For women to close the diversity and funding gaps in tech and in finance — where men dominate the C-suite and decision-making — it takes an ecosystem.
Payoneer President Keren Levy and The World Bank Group Head of the We-Fi Secretariat Wendy Teleki told Karen Webster that parity is sorely lacking.
But a combination of education, support, skill building and even technology can help female entrepreneurs thrive. And along the way, the tech and finance industries can benefit from the creativity and innovation that women bring to the conversation and to the boardroom.
The Divide
The stats bear out the gender divide that currently exists. Last year, only 24% of leadership roles in financial services firms were filled by women despite the fact that women make up about half the workforce. And that percentage will grow only slightly, to 28% by 2030.
“And if you’re talking about venture capital,” said Levy, “VCs don’t have enough women, which mean that boards do not have enough women, which then means that C-suites are mostly dominated by males.”
The negative repercussions are far-reaching.
The diversity gap starts early, widens over time. From a young age, girls and young women are not actively encouraged to take math and “are not talked to about business or about finance. So they shy away from those things and don’t have confidence [about these subjects] as a result.”
It’s important to have the gift of confidence, as Teleki and Levy noted. Despite years in the payments industry, Levy said, “there is not a day that I don’t feel a bit of anxiety or glitches in my self-confidence.”
But a woman who is “plugged into” a senior position, Levy said, can coach, train and really influence the DNA of a company … and by extension, the society in which it operates.
There’s a skill-building element that is critical, and the stage is set for those skills to be developed, chiefly through the innate connections fostered between women.
“Women tend to have stronger networks than men,” Teleki said. “They’re deep and personal — but they are not business networks.”
The Role of Technology
But technology and the digital shift that has taken shape over the past few years, especially amid the pandemic, has given opportunities for founders and entrepreneurs — women in particular — to take advantage of platforms to build the networks they need to succeed.
To get there, where women’s success and representation can transform finance and tech, Teleki said, requires accountability and transparency. There has been progress in setting goals and improving the representation of women on corporate boards, in fostering women-owned businesses as suppliers to large supply chain companies.
“We work on trying to get financial institutions to understand how much they are lending to women,” Teleki said of the World Bank, “and when they see its 10% of their business, they realize they are missing something and there’s a gap that needs to be addressed.”
What’s Measured is Managed
As Teleki and Levy noted: What’s measured can be managed — and data viewed through a “gender lens” can enable stakeholders to examine what’s working and what’s not.
As Teleki said, “If you’re not tracking it, you are not going to do anything. Are you getting funding to women? How?” To illustrate how data can illuminate the gender gap, she pointed out that studies have shown that women who enter tech accelerators are no more likely to get funding for their businesses than if they’d never entered the accelerator at all. But men are two to three times more likely to get funding.
Soft skills play a role, ultimately, in the ultimate success of women’s efforts to launch businesses, to find their way towards better representation in the C-Suite. And to fund the next round of innovation.
Biases within the financial industry present a formidable challenge. Levy and Teleki noted that in cold-pitch competitions, for example, women can be at a disadvantage. There can be biases inherent in conversations themselves. Women, Teleki said, are asked more often — in pitches that last only a few minutes — about “downside” risks to their businesses; men are asked more often about “upside” potential.
To address those biases, selection processes that consciously integrate and pursue more exposure to women over time — with longer presentations and more direct interactions and peer scoring — will usually result in more funding.
What’s Happening on the Ground
Teleki noted that despite the challenges, there is good work happening on the ground. Venture capital has been helping to fill the void, she added.
“FinTech is going to be important on this front,” she predicted, “and we’re taking an ecosystem approach.”
She explained that the Women Entrepreneurs Finance Initiative is a program that’s housed at the World Bank. There’s an initial pool of $350 million from 14 donor countries. Those funds are in turn disbursed through a range of multilateral development groups — spanning the International Finance Corp. and the African Development Bank, the European bank for Reconstruction and Development, eCommerce platforms, government agencies and training institutions, she said.
“We expect the $350 million that we’ve received from our donors to mobilize $3.5 billion in funding to support women entrepreneurs,” she said.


**TASK DETAILS**
Check every line of the material below for the string "germany", and return the ones that have it.

**EXERCISE INPUT**
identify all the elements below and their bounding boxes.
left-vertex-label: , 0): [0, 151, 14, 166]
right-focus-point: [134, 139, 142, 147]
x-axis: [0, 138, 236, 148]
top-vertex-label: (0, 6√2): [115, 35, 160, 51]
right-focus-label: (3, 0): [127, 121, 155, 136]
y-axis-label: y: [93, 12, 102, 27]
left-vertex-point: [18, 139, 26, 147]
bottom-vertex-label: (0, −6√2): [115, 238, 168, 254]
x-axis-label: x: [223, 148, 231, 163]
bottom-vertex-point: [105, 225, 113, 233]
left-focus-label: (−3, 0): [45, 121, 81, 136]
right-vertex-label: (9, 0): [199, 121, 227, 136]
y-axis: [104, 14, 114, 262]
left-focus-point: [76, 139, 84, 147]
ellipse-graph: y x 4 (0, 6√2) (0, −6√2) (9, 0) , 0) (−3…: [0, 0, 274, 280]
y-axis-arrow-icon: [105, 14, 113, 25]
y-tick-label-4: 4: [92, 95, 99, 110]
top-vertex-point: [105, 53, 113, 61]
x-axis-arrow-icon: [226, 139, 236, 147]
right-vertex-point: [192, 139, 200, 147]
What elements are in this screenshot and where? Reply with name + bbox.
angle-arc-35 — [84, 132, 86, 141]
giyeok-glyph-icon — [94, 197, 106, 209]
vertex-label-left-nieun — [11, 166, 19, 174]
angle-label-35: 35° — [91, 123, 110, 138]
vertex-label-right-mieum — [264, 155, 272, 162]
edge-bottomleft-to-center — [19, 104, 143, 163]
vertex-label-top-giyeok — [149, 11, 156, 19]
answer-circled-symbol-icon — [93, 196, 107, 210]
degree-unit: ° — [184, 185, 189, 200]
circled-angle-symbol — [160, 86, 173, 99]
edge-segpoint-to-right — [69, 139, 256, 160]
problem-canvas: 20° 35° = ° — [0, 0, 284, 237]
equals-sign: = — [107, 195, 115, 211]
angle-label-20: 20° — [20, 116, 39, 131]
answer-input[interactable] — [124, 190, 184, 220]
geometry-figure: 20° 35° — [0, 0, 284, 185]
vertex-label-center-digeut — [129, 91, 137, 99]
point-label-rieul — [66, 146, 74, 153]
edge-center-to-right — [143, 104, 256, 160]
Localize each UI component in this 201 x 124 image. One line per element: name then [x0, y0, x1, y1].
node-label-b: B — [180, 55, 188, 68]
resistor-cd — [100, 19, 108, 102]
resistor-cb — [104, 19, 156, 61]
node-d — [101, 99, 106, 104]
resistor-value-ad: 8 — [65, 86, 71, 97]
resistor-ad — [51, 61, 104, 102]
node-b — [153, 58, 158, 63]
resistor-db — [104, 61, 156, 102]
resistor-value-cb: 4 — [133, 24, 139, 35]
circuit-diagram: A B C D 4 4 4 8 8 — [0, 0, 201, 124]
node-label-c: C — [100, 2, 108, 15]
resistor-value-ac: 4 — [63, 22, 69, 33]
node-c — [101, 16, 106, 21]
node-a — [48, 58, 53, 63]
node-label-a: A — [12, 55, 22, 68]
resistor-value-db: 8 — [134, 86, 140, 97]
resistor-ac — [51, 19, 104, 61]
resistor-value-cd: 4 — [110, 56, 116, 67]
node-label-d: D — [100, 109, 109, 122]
--
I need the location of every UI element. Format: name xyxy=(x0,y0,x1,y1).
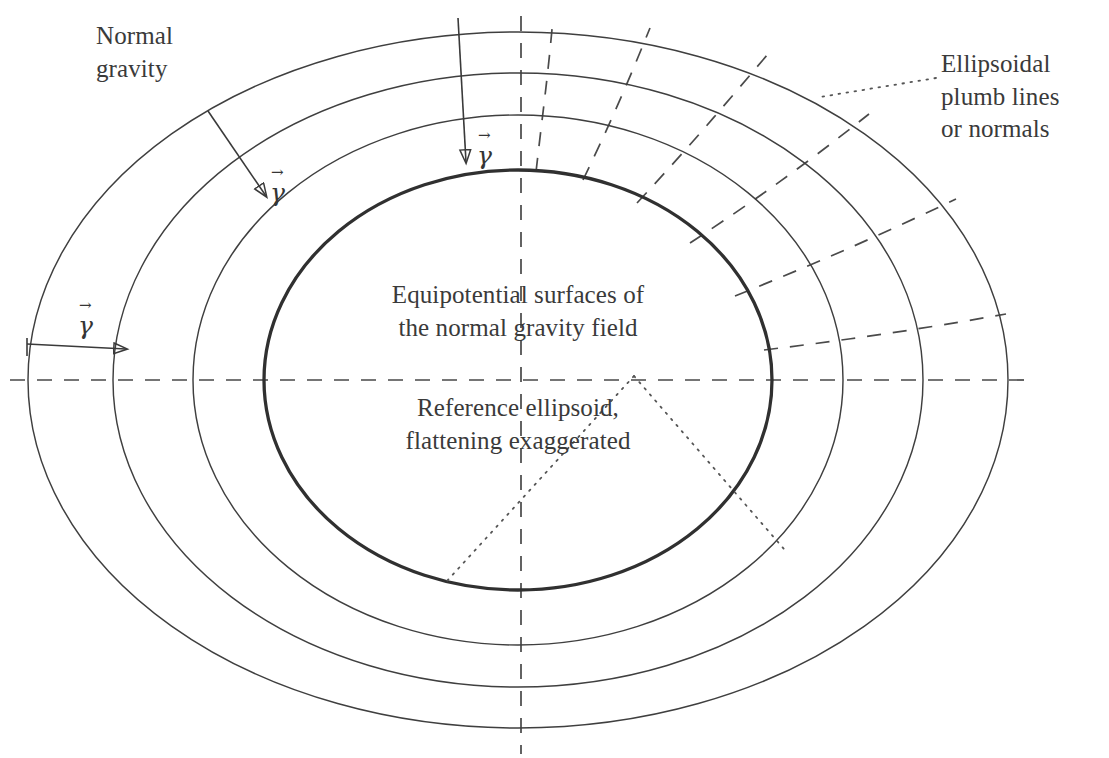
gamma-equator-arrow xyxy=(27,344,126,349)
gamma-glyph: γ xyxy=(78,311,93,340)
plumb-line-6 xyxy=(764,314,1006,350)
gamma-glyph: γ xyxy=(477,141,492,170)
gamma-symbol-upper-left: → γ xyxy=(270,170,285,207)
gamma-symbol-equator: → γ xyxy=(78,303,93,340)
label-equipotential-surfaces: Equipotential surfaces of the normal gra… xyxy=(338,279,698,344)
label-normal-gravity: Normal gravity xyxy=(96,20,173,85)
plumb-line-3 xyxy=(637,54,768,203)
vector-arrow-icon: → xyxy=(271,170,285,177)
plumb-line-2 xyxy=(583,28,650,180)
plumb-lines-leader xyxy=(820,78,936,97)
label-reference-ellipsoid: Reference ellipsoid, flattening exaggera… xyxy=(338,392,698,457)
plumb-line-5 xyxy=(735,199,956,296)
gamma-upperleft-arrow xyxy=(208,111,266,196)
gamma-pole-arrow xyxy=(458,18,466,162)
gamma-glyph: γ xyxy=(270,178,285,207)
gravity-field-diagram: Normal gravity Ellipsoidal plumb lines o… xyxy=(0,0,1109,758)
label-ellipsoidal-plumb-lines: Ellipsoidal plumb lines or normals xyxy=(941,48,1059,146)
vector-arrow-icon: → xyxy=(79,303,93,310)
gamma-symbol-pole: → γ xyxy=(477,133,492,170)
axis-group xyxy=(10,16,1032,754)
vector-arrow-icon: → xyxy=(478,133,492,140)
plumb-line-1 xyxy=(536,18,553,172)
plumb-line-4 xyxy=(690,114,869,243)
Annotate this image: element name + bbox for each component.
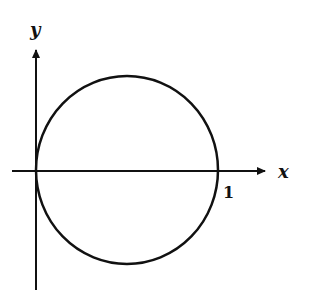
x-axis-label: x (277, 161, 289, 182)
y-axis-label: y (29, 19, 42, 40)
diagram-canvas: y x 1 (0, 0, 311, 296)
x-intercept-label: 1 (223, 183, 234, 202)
==
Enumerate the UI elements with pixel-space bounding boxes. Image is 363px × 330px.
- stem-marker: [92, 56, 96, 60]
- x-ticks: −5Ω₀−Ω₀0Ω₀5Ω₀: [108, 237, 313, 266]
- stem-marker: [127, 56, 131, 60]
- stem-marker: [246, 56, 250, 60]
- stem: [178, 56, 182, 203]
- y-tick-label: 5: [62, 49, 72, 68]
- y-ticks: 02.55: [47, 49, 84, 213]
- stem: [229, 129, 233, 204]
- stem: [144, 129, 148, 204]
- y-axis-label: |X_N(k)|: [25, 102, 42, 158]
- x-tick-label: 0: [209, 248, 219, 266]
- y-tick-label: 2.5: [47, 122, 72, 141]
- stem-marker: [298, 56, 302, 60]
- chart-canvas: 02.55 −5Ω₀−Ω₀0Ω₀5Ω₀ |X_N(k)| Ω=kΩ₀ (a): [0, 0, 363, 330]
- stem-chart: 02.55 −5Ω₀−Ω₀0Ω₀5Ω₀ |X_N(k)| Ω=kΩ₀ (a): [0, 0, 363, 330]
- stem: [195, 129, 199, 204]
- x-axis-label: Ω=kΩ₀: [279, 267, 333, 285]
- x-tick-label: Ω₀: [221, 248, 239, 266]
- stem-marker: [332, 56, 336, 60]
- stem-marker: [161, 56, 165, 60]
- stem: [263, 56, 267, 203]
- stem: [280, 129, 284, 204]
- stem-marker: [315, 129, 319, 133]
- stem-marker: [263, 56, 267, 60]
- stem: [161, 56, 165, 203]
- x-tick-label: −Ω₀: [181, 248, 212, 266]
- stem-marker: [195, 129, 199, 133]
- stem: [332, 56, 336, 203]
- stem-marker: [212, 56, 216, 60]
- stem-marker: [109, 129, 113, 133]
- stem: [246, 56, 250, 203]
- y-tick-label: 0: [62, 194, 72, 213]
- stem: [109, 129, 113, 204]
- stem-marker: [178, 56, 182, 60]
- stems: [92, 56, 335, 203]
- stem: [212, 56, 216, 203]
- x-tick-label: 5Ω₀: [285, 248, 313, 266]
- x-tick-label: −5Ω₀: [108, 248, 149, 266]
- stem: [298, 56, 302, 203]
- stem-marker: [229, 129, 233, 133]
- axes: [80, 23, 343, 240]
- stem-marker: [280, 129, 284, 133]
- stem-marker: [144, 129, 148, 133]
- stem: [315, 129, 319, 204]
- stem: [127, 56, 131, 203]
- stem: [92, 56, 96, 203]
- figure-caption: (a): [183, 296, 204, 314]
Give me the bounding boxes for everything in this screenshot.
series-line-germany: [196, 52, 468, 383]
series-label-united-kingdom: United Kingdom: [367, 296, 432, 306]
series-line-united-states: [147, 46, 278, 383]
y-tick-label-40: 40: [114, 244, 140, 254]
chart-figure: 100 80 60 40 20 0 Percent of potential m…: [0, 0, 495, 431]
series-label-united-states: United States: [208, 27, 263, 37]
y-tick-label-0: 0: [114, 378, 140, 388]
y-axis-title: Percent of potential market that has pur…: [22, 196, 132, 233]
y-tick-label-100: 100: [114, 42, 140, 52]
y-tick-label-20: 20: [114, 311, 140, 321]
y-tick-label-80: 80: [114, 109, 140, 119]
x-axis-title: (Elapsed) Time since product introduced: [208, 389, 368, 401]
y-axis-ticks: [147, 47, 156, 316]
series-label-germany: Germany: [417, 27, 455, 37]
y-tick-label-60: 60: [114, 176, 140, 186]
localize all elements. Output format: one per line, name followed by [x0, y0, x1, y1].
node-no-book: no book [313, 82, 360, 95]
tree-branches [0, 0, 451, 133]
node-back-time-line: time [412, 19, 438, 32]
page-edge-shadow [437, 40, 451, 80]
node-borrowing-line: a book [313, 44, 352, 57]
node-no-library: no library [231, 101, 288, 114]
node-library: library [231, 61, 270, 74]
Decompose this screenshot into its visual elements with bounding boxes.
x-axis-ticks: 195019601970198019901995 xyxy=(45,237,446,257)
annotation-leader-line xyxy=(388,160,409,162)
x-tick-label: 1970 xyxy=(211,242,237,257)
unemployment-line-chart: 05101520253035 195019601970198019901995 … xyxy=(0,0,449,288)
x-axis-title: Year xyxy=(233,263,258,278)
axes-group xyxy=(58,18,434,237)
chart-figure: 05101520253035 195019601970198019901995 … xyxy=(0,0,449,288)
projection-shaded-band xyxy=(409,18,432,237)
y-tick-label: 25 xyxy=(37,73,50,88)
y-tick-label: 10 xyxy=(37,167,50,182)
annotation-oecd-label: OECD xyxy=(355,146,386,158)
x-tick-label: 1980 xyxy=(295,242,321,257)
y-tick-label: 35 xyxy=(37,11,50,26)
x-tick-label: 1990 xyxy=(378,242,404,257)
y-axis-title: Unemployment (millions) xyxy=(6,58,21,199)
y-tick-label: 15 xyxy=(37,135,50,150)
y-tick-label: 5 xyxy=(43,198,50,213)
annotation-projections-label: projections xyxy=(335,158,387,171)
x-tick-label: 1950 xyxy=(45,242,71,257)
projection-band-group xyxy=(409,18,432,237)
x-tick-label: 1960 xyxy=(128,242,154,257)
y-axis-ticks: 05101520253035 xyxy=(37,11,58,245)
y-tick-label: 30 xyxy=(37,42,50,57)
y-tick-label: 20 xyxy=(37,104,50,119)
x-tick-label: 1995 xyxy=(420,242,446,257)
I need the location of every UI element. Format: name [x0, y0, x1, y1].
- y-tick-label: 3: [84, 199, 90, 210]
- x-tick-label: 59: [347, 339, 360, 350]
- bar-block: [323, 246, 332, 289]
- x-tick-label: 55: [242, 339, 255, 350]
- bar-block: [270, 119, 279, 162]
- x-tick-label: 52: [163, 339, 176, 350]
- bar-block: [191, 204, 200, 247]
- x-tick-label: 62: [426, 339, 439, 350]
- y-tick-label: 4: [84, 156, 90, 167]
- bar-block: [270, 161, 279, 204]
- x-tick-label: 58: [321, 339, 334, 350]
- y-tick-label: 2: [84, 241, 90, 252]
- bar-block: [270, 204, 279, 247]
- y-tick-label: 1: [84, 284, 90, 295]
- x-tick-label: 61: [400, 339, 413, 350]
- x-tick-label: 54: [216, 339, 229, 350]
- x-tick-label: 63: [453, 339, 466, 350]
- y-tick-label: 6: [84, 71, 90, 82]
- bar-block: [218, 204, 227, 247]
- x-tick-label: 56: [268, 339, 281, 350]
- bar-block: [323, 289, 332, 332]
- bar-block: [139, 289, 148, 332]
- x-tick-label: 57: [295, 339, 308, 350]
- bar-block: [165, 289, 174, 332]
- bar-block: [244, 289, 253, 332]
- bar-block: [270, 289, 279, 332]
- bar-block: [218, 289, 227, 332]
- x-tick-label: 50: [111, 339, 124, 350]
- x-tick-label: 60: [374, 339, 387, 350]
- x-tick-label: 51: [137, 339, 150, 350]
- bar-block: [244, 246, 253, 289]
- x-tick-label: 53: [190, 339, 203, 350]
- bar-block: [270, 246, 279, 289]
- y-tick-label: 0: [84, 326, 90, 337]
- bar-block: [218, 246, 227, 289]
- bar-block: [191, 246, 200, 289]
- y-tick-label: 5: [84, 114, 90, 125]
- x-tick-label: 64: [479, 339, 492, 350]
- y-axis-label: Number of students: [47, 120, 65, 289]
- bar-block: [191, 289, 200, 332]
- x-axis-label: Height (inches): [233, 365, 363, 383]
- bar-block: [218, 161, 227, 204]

**COMPLETED TASK**
series-line-germany: [196, 52, 468, 383]
series-label-germany: Germany: [417, 27, 455, 37]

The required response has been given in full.